Haruki Murakami, Kafka on the Shore
“It's like Tolstoy said. Happiness is an allegory, unhappiness a story.”
Haruki Murakami, Kafka on the Shore
“Sometimes fate is like a small sandstorm that keeps changing directions. You change direction but the sandstorm chases you. You turn again, but the storm adjusts. Over and over you play this out, like some ominous dance with death just before dawn. Why? Because this storm isn't something that blew in from far away, something that has nothing to do with you. This storm is you. Something inside of you. So all you can do is give in to it, step right inside the storm, closing your eyes and plugging up your ears so the sand doesn't get in, and walk through it, step by step. There's no sun there, no moon, no direction, no sense of time. Just fine white sand swirling up into the sky like pulverized bones. That's the kind of sandstorm you need to imagine.

An you really will have to make it through that violent, metaphysical, symbolic storm. No matter how metaphysical or symbolic it might be, make no mistake about it: it will cut through flesh like a thousand razor blades. People will bleed there, and you will bleed too. Hot, red blood. You'll catch that blood in your hands, your own blood and the blood of others.

And once the storm is over you won't remember how you made it through, how you managed to survive. You won't even be sure, in fact, whether the storm is really over. But one thing is certain. When you come out of the storm you won't be the same person who walked in. That's what this storm's all about.”

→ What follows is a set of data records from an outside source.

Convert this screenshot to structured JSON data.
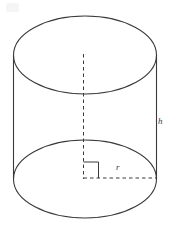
{
  "figure": {
    "name": "right-circular-cylinder",
    "canvas": {
      "width": 170,
      "height": 228,
      "background": "#ffffff"
    },
    "stroke": {
      "color": "#3a3a3a",
      "solid_width": 1.1,
      "dash_width": 1.0,
      "dash_pattern": "3.5 3"
    },
    "labels": {
      "height": "h",
      "radius": "r"
    },
    "geometry": {
      "center_x": 85,
      "radius_x": 71.5,
      "radius_y": 39,
      "top_ellipse_center_y": 55,
      "bottom_ellipse_center_y": 179,
      "left_edge_x": 13.5,
      "right_edge_x": 156.5,
      "axis_x": 83.5,
      "axis_top_y": 54,
      "axis_bottom_y": 179,
      "radius_line_y": 178,
      "right_angle_size": 15
    },
    "label_positions": {
      "height_label": {
        "x": 158,
        "y": 117
      },
      "radius_label": {
        "x": 116,
        "y": 163
      }
    }
  }
}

Haruki Murakami, Kafka on the Shore
“Lost opportunities, lost possibilities, feelings we can never get back. That's part of what it means to be alive. But inside our heads - at least that's where I imagine it - there's a little room where we store those memories. A room like the stacks in this library. And to understand the workings of our own heart we have to keep on making new reference cards. We have to dust things off every once in awhile, let in fresh air, change the water in the flower vases. In other words, you'll live forever in your own private library.”
Haruki Murakami, Kafka on the Shore
“Listen up - there's no war that will end all wars.”
Haruki Murakami, Kafka on the Shore
“Taking crazy things seriously is a serious waste of time.”
Haruki Murakami, Kafka on the Shore
“If you remember me, then I don't care if everyone else forgets.”
Haruki Murakami, Kafka on the Shore
“What do you think? I'm not a starfish or a pepper tree. I'm a living, breathing human being. Of course I've been in love.”
Haruki Murakami, Kafka on the Shore
“Chance encounters are what keep us going.”
Haruki Murakami, Kafka on the Shore
“Narrow minds devoid of imagination. Intolerance, theories cut off from reality, empty terminology, usurped ideals, inflexible systems. Those are the things that really frighten me. What I absolutely fear and loathe.”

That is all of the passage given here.